Friday 10 January 2020

Well, how did I get here? Luck & making your own luck



I honestly think most of the things that set us down one path or another and change our lives forever are random chance.

Take my start at university. My air force dad was transferred to Edmonton, Alberta, to take effect the summer after I finished high school at the other end of Canada, in Nova Scotia. I sent off for the engineering prospectus at the University of Alberta; they accidentally sent me medicine. I read it and found a thing called medical lab science – and hey, presto: I applied and did the first year! It didn’t last, though: as soon as I found out if I kept on the course I’d have to spend the third year in a hospital taking blood, I was out of there. I have an absolute phobia of needles, and swiftly switched to science in my favourite subject that year, microbiology. 

It’s startling - and a little embarrassing! - how many of my other major decisions weren't planned or even imagined before the moment.

Was pursuing writing and getting published any different – was it inevitable or more a combination of unexpected twists of fate?

Yes and no to both.

I loved reading and making things up as long as I can remember. When I was 17 I decided I wanted to be a writer, so the intention was there from quite a young age – but the belief wasn’t. I’d never met an author or heard one speak; nobody I knew wrote. It felt kind of like saying I wanted to win lottery: it’d be great if it happened, but how likely was it, really? I was also desperate for independence and set out to get it – studying and working at various things in Canada and then Australia: science, law, optometry. I still wrote; poetry, mostly. But it was something I did on the side, didn’t talk about much and definitely never let anybody read.

What changed? In one of those twists of fate I found myself moving from Australia to England to get married, and needed to either retrain as an optometrist - my profession at the time - or have yet another career change. What was I going to do this time? And I remembered being that 17 year old who wanted to write but never really took it seriously. At that point I decided I didn’t want to wake up one day decades later and never have tried.

And try I did. My first novel I finished in the summer of 2006. Titled Life Lists, it followed three lifelong friends and how their lives changed from what they'd been so sure of as teens, written on lists and opened when one of them died years later. It was for adult readers and In hindsight it wasn’t great – though at the time I seem to remember feeling so immensely proud at finally having finished something that surely someone would congratulate me and publish it! Alas, no. But I did get some personal comments from submissions. 

I carried on writing – short stories, novels – but somehow felt something wasn’t quite right. Without really understanding why, I started to fall out of love with the process.

Then, chance intervened. I got a job at Calibre audio library – a charity that does audio books for the visually impaired and dyslexics – to develop the children’s side of things. For the interview I had to convince them I knew a lot about children’s books: I didn’t. I did a crash course in libraries and bookshops and somehow got the job. And then I thought I better read some of the authors I'd been telling him I knew all about: children’s books. Something I hadn’t done in years. And I fell back in love with words, reading, writing. This was where I was meant to be. 

I started my first children’s novel on an overnight flight back from Canada. My dad there was very ill and it was an emotionally fraught time to say the least. Soon after I read about the Winchester Writer’s Conference in a writing magazine, and I think I was desperate for an escape, to do something that was just for me. Away I went! I entered that first children’s story I’d started on the overnight flight into a competition … and it won. I'd tell you what it was about but it's still in my might-rewrite-it-one-day file. 

I finished it and then started subbing it to agents and publishers using the handy Children’s Writers and Artists Yearbook, and somewhere in that book a children’s writing organisation was mentioned: the Society of Children’s Book Writers and Illustrators. I looked into it. And went off to their conference that November, in 2008.

And there I found my home. I met Candy Gourlay and loads of other children’s writers at that first conference. Other than one year when I wasn’t well I’ve been every year since, as well as to countless other events. I got a reality check or two along the way – apparently just finishing a novel that wins a prize isn’t enough to guarantee fame and fortune? And I learned and wrote and shared the good news and bad along the way.

There were all the slings and arrows of writing more novels, getting rejected, getting encouraged, getting rejected some more … and some more … and yes, you guessed it: some more. Finally, my novel Slated – the ninth I’d written and submitted – found a home with agent Caroline Sheldon and publisher Orchard books back in 2011; it was published in 2012.
So. How much of getting there was written in the stars, and how much was total luck? I like to think a bit of both.



Teri Terry is the author of best-selling award-winning thrillers for teens, including Fated, the Slated trilogy, Mind GamesBook of Lies and the Dark Matter trilogy. She has lived around the world but now calls a village in Buckinghamshire home. Teri loves all animals but especially Scooby, the world’s cutest puppy.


Say how many lines of the entries below include "histogram", giving nothing but that number.

GIVEN DATA ::
════
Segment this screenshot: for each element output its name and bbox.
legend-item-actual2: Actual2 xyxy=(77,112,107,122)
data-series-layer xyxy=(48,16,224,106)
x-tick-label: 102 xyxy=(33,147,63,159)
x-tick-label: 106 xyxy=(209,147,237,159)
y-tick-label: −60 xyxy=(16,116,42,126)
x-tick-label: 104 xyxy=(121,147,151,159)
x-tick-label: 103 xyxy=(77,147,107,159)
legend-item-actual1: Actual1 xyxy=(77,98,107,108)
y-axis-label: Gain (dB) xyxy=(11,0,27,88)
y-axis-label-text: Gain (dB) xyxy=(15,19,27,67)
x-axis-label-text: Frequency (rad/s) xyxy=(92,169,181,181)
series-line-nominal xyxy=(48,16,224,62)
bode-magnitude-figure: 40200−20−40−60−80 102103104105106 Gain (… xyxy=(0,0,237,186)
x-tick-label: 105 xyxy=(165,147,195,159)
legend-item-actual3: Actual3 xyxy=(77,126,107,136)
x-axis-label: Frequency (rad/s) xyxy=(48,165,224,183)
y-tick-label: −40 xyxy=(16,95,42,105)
════
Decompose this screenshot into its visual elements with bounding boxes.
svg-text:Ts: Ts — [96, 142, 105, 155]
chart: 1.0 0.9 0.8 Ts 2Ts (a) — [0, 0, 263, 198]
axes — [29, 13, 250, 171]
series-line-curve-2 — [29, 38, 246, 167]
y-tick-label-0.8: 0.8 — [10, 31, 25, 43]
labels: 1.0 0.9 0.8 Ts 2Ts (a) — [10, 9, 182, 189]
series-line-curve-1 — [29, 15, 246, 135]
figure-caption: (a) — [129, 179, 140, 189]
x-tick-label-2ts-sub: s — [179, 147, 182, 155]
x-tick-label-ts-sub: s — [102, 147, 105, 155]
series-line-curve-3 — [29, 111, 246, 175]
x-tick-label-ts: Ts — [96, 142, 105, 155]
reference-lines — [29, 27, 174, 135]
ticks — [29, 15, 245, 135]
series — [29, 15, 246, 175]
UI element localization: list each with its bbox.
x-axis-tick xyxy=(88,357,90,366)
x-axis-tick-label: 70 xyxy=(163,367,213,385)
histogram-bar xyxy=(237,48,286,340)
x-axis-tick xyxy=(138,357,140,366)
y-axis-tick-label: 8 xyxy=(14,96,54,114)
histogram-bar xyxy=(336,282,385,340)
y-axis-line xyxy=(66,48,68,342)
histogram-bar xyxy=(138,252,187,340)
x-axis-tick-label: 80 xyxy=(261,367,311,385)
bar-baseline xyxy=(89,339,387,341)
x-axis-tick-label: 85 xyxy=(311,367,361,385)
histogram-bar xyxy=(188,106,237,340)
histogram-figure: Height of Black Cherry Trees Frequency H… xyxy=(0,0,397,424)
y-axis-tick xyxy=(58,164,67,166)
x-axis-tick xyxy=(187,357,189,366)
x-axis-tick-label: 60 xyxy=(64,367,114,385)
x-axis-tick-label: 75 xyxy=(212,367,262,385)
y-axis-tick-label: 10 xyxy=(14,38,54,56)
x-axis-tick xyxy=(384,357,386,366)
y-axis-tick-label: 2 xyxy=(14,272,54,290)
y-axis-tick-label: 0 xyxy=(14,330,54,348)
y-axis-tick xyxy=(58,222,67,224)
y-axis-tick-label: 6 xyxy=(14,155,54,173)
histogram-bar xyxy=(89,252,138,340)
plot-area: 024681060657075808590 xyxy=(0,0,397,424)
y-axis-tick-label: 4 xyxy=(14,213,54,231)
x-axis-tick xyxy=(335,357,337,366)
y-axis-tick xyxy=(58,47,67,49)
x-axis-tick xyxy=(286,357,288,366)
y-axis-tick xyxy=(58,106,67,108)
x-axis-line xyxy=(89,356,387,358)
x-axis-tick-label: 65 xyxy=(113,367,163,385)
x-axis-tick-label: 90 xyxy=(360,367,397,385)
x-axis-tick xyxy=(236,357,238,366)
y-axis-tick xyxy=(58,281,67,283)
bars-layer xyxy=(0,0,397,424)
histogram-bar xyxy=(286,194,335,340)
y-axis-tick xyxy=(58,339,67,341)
════
ANSWER TO THIS TASK :: 7